The opening page |
A Koran fragment from the University of Tübingen Library has been dated to the 7th century - the earliest phase of Islam - making it at least a century older than previously thought. Expert analysis of three samples of the manuscript parchment concluded that it was more than 95 percent likely to have originated in the period 649-675 AD - 20 to 40 years after the death of the Prophet Mohammed. Such scientific dating of early Koran manuscripts is rare.
The Tübingen fragment was tested by the Coranica project, a collaboration between the Académie des Inscriptions et Belles-Lettres Paris and the Berlin-Brandenburgischen Academy of the Sciences and Humanities, sponsored by the German Research Foundation (DFG) and France’s Agence Nationale de la Recherche (ANR). The project investigates the Koran in the context of its historical background using documents such as manuscripts and information derived from archaeological excavations.A radiocarbon date of 649-675 AD would put the fragment in the Rashidun or early Umayyad period. The report is justly getting press (here for example), and at least one (presumably Shi‘ite-leaning) website has sought to suggest it might be linked personally to Imam ‘Ali.

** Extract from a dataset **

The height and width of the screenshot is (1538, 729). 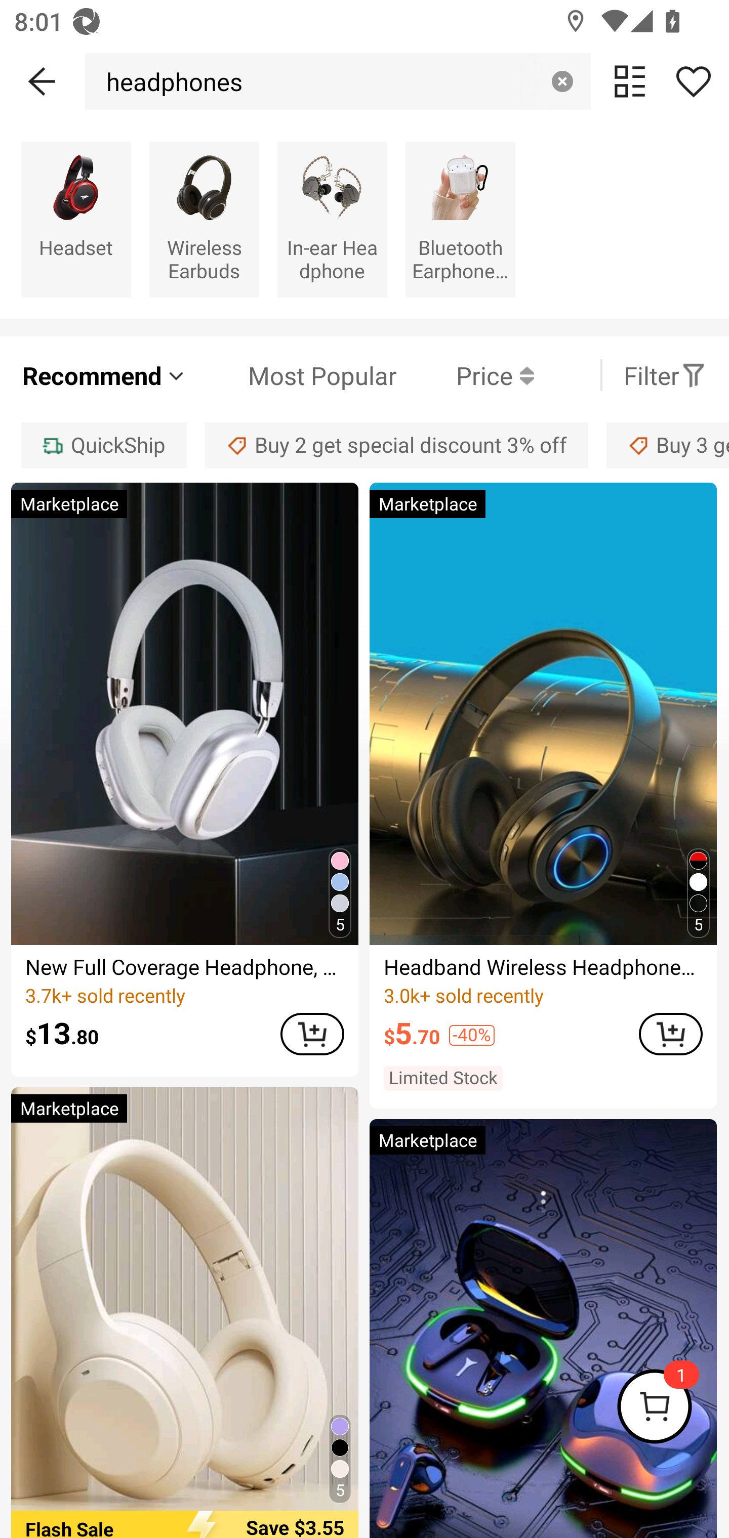 I want to click on ADD TO CART, so click(x=670, y=1034).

Previously the oldest surviving texts of the Qur'an were considered to be the so-called Sana‘a' texts dated to 645-690 AD, and a Samarkand manuscript attributed to the reign of ‘Uthman (Caliph AD 644-656) but not carbon dated. the calligraphy in both cases suggests a later date.
This suggests one caution not raised in the initial reports of this case. I'm not trying to dampen the enthusiasm here as I do consider this an extraordinary discovery (the text has long been known: the news is the radiocarbon date), but popular accounts citing radiocarbon dates are often misleading (the same is true of DNA evidence, but that's a rant for another time), since most reporters in the history/archaeology field have only a superficial understanding of the science.
Carbon-14, the basis of radiocarbon dating, stops accumulating when the organic material in which it is found dies. Wood from an ancient house will not tell you when the house was actually built; it will tell you when the trees from which the wood came were chopped down. Similarly, the parchment on which this Qur'an was written will not date to the moment of writing, but to the death of the sheep or other animal whose skin was made into parchment. It's not unreasonable to assume that a venerated work like the Qur'an would be written on relatively fresh parchment, but it's still only an assumption.
Neither the Tübingen press release nor the secondary accounts comment on whether the calligraphy is consistent with such an early date, though I suspect that the shortage of other early, carbon-dated manuscripts makes that hard to verify. The script is early Kufic, without vowel points and in many cases with letters unconnected; I'm not trained in such early calligraphy or epigraphy but it's very early. Despite my words of caution above, this is an exciting carbon date. (Not a new discovery, as the MS has been known but just undated.)
The Tübingen Coranica Project has a website here.
The surviving portions contain text from Suras 17:37 to 3657. Because the MS has been part of the collection but not previously dated, a digital version is online. You can find the index page here; each link takes you to the first page off several; if you don't read German, click on "Vollansicht" (full view) to see the section.
I've actually had to try to read unpointed Kufic MSS. many years ago, but unless you do this everyday I'd recommend having a modern Qur'an with vowel points in hand.